For Figure 10,
1) Why 'stop' signal from receiver is fed back to 'valid' signal for sender using OR gate ?
2) Why 'valid' signal from sender is fed back to 'stop' signal for receiver using AND gate ?
3) Why the AND gates on top of VS and VS' cells depend on 'valid' signal from sender while the AND gate on top of the first version does not ?
You must remember, each red and grey box is a clocked register which delays the signal by a clock before is passes through. Those registers are clocked by the individual signals being sent by the vertical wire leaving each yellow 'VS' box directly into the huge red and grey boxes. Yes, those tiny colored red and grey boxes are part of their master huge red and grey box at the top right in figure 10.

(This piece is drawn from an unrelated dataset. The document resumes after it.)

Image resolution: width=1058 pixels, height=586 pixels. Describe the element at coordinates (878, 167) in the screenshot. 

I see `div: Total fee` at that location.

1) Where do you see that? The valid signal in unidirectional from the sender. Now, the valid is ored with the stop after it has traversed a red and grey register, meaning, if those 2 buffer registers are full and the sender should not be sending any more data until the stop it's anded with from the receiver has been releases meaning the receiver is reading the buffers. Though the poor design of this is the lag involved with restarting that elastic chain once it has stopped. In my FIFO code, it would be the equivalent to this line #71:
fifo_full = fifo_full_r && !(shift_out && zero_latency) ;
What's being said here if all the fifo words are full, and there is no 'shift_out' from the receiver, the fifo_full / IE 'stop' sent to sender will be seen by the receiver. But if the FIFO has all 3 words full and the receiver is simultaneously shifting data out, the sender wont see the fifo_full / IE 'stop' condition, without any delay. (Remember, with my FIFO, the receiver's 'stop' output is inverted feeding the FIFO' 'shift_out' control. IE, stop=1, no shifting out, stop=0, shift out).
2) read my point #1.
3) remember, those are going through a red and grey register before the result is passed on to the other side. Those registers are clocked by the individual signal being sent by the vertical wire leaving each yellow 'VS' box directly into the huge red and grey boxes.

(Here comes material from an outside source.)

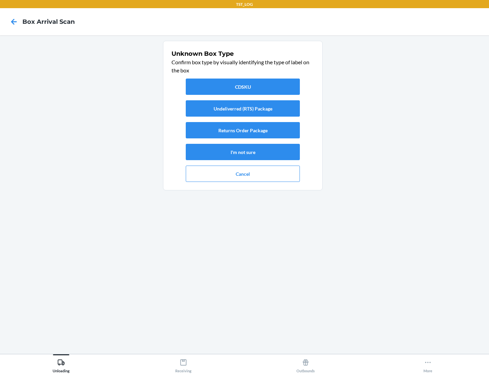  I want to click on button: Receiving, so click(183, 363).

This is something like the shift I used in V2.0 of my FIFO to keep track of how much of the buffers were full with how much data. IE:
if (reset) begin
.......
fifo_position <= 8'b11100001; // The fifo empty location
end else begin
if ( shift_in_protect && ~shift_out_protect ) fifo_position[7:0] <= {fifo_position[6:0],fifo_position[7]}; // Rotate the FIFO position left
else if ( ~shift_in_protect && shift_out_protect ) fifo_position[7:0] <= {fifo_position[0],fifo_position[7:1]}; // Rotate the FIFO position right
This shifts left and right a bit pattern where I would tap the appropriate fifo_position[ # ] to generate the full/empty flags. IE stop to sender. My original Version 1.0 and final version 3.1 said it much better with a counter which just kept track of the number of registers difference between the in and out:
if ( shift_in && ~shift_out ) fifo_size <= fifo_size + 1'b1; // Calculate the number of words stored in the FIFO
else if ( ~shift_in && shift_out ) fifo_size <= fifo_size - 1'b1;
In this case, the receiver's 'stop' output would be inverted and tied to the FIFO's shift_out. The fifo's fifo_full output would be generated based on the quantity of the fifo_size and the total numbers of memory words the FIFO has.